How do I check if a job recruiter or employer is legitimate?
Verify the recruiter's LinkedIn profile and the company's official website independently, and reject any 'employer' that asks for upfront fees, personal financial details before a job offer, or payment to access work.
Last reviewed: 10 June 2026
Explanation
Fake job recruiters use professional-sounding names, cloned company branding, and job boards to reach candidates. The volume of fake recruitment activity has grown sharply with AI-generated job descriptions and fake employee profiles on professional networks. Warning signs are consistent: every legitimate hiring process moves in one direction for money — the employer pays the candidate, never the other way around.
Verify the recruiter exists by searching their full name on LinkedIn and cross-referencing with the company's official website. Go to the company's actual website (typed directly, not from a link in an email or job post) and check whether there is a careers page listing the same role. If the role does not appear on the official site and the recruiter cannot explain why, be cautious. For well-known companies, a quick call to their main HR line can confirm whether the recruiter actually works there.

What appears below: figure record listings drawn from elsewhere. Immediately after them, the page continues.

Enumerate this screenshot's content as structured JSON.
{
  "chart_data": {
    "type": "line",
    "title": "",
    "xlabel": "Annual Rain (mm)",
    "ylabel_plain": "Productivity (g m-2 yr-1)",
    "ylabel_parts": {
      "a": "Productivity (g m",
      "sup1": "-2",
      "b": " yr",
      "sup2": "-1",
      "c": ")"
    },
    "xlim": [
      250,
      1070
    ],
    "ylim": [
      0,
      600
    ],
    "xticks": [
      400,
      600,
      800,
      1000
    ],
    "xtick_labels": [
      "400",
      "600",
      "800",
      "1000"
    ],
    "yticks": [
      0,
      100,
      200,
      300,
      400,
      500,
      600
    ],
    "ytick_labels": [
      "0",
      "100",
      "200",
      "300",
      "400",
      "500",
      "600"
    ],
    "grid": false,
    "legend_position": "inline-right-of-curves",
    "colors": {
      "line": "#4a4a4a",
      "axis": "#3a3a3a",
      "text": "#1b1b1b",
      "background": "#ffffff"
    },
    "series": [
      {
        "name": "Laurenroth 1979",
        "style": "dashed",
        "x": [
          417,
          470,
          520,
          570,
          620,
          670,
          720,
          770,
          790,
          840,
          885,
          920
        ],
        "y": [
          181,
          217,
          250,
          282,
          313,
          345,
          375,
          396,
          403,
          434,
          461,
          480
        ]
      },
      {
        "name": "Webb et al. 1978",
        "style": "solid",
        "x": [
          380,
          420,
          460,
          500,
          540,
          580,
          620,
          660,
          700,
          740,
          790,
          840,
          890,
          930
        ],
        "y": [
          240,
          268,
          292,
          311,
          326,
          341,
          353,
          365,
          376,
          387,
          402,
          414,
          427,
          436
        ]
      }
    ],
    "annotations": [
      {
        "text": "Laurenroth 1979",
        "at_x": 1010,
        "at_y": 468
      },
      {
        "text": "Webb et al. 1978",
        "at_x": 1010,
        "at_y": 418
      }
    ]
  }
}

Phishing is a common goal of fake recruitment: attackers send official-looking onboarding forms requesting your SSN, bank account for direct deposit, a copy of your passport, or a background-check fee. Legitimate employers collect this information after a formal offer is signed and through secure HR systems — not via PDF form attached to a personal Gmail account. Providing these details prematurely enables identity theft.

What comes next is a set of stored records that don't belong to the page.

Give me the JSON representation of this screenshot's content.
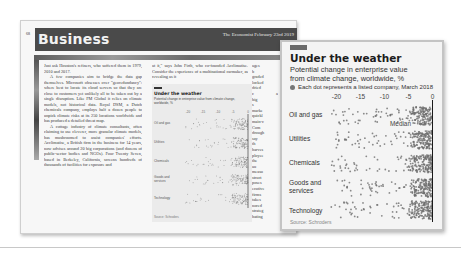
{
  "page": {
    "page_number": "68",
    "section_title": "Business",
    "masthead": "The Economist February 23rd 2019",
    "column1": [
      {
        "indent": false,
        "text": "Just ask Houston's refiners, who suffered them in 1979, 2010 and 2017."
      },
      {
        "indent": true,
        "text": "A few companies aim to bridge the data gap themselves. Microsoft obsesses over \"georedundancy\": where best to locate its cloud servers so that they are close to customers yet unlikely all to be taken out by a single disruption. Like FM Global it relies on climate models, not historical data. Royal DSM, a Dutch chemicals company, employs half a dozen people to unpick climate risks at its 250 locations worldwide and has produced a detailed threat map."
      },
      {
        "indent": true,
        "text": "A cottage industry of climate consultants, often claiming to use cleverer, more granular climate models, has mushroomed to assist companies' efforts. Acclimatise, a British firm in the business for 14 years, now advises around 20 big corporations (and dozens of public-sector bodies and NGOs). Four Twenty Seven, based in Berkeley, California, screens hundreds of thousands of facilities for exposure and"
      }
    ],
    "column2": "at it,\" says John Firth, who co-founded Acclimatise. Consider the experience of a multinational carmaker, as revealing as it",
    "column3": "ages b graded locked dried c a big s marke quickl main-c Com drough say th harves ployee the au measu struct poses ecutive firms takes nored strateg hating",
    "mini_chart": {
      "title": "Under the weather",
      "subtitle": "Potential change in enterprise value from climate change, worldwide, %",
      "legend": "Each dot represents a listed company, March 2018",
      "categories": [
        "Oil and gas",
        "Utilities",
        "Chemicals",
        "Goods and services",
        "Technology"
      ],
      "source": "Source: Schroders"
    }
  },
  "callout": {
    "title": "Under the weather",
    "subtitle_line1": "Potential change in enterprise value",
    "subtitle_line2": "from climate change, worldwide, %",
    "legend": "Each dot represents a listed company, March 2018",
    "median_label": "Median",
    "source": "Source: Schroders"
  },
  "colors": {
    "section_bar": "#4a4a4a",
    "dot": "#6e6e6e",
    "zero_line": "#1a1a1a",
    "callout_bg": "#f4f4f4"
  },
  "chart_data": {
    "type": "scatter",
    "subtype": "strip",
    "title": "Under the weather",
    "subtitle": "Potential change in enterprise value from climate change, worldwide, %",
    "legend": [
      "Each dot represents a listed company, March 2018"
    ],
    "xlabel": "%",
    "ylabel": "",
    "x_ticks": [
      -20,
      -15,
      -10,
      -5,
      0
    ],
    "xlim": [
      -22,
      0.5
    ],
    "categories": [
      "Oil and gas",
      "Utilities",
      "Chemicals",
      "Goods and services",
      "Technology"
    ],
    "annotations": [
      {
        "text": "Median",
        "category": "Oil and gas",
        "x": -4.5
      }
    ],
    "reference_line": {
      "x": 0,
      "label": "0"
    },
    "series": [
      {
        "name": "Oil and gas",
        "x_range": [
          -21,
          0
        ],
        "density": "spread, dense from -10 to 0",
        "approx_median": -4.5
      },
      {
        "name": "Utilities",
        "x_range": [
          -20,
          0
        ],
        "density": "clustered near -20, -12, dense from -5 to 0",
        "approx_median": -2.5
      },
      {
        "name": "Chemicals",
        "x_range": [
          -21,
          0
        ],
        "density": "sparse spread, dense block from -3 to 0",
        "approx_median": -2
      },
      {
        "name": "Goods and services",
        "x_range": [
          -20,
          0
        ],
        "density": "sparse spread, dense from -5 to 0",
        "approx_median": -2
      },
      {
        "name": "Technology",
        "x_range": [
          -21,
          0
        ],
        "density": "sparse spread, dense from -4 to 0",
        "approx_median": -1.5
      }
    ],
    "grid": false,
    "source": "Source: Schroders"
  }
}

Job scams that target work-from-home seekers often involve receiving and reshipping packages (receiving stolen goods), depositing cheques and wiring back funds (fake-cheque scams), or 'paid training' programs where you pay first. These may look like real employment but result in criminal liability, financial loss, or both.
Common red flags
- Recruiter uses a personal Gmail or Yahoo address for a major company
- Job offer arrives without an interview or after only a chat-based interview
- Employer asks for upfront payment for training, equipment, or background checks
- Onboarding asks for bank account details or SSN before any formal offer is signed
- Role involves receiving packages and forwarding them to another address
- Salary is unusually high for the described responsibilities with no experience required
What to do now
- Search the recruiter's name on LinkedIn and check their connection to the company
- Go to the company's official website directly and check their careers page
- Never pay a fee to get a job — legitimate employers do not charge candidates
- Do not provide SSN or bank details until you have a signed offer and are in a verified onboarding system
- Call the company's main HR line to verify the recruiter if you are unsure
- Report fake job postings to the FTC and the platform where they appeared
Frequently asked questions
Are remote-work job offers more likely to be scams?

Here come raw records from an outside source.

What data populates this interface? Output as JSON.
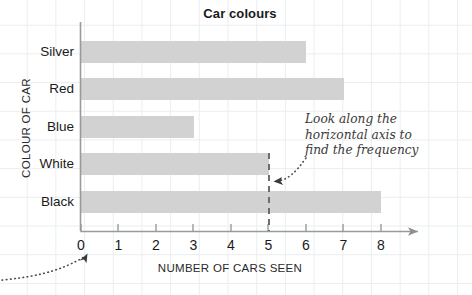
{
  "chart_data": {
    "type": "bar",
    "orientation": "horizontal",
    "title": "Car colours",
    "xlabel": "NUMBER OF CARS SEEN",
    "ylabel": "COLOUR OF CAR",
    "categories": [
      "Silver",
      "Red",
      "Blue",
      "White",
      "Black"
    ],
    "values": [
      6,
      7,
      3,
      5,
      8
    ],
    "xlim": [
      0,
      8
    ],
    "xticks": [
      "0",
      "1",
      "2",
      "3",
      "4",
      "5",
      "6",
      "7",
      "8"
    ],
    "grid": true,
    "legend": "none",
    "bar_color": "#d2d2d2",
    "annotations": [
      {
        "name": "frequency-note",
        "lines": [
          "Look along the",
          "horizontal axis to",
          "find the frequency"
        ],
        "points_to": 5
      },
      {
        "name": "origin-pointer",
        "lines": [],
        "points_to": 0
      }
    ],
    "guide_line": {
      "value": 5,
      "style": "dashed",
      "category": "White"
    }
  },
  "colors": {
    "bar": "#d2d2d2",
    "axis": "#8f8f8f",
    "grid": "#e9eef1",
    "text": "#1a1a1a",
    "annotation": "#3a3a3a"
  }
}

Remote roles have been disproportionately faked because they require no in-person component to test legitimacy. Apply the same checks — independent company verification, LinkedIn cross-referencing, never pay fees — but add extra caution for roles that are entirely remote with no video interview.
What is a reshipping scam?
A reshipping scam recruits people as 'package handlers' or 'quality control inspectors' to receive packages at home and forward them. The packages contain goods purchased with stolen credit cards. You become an unwitting accomplice to fraud and may face criminal charges.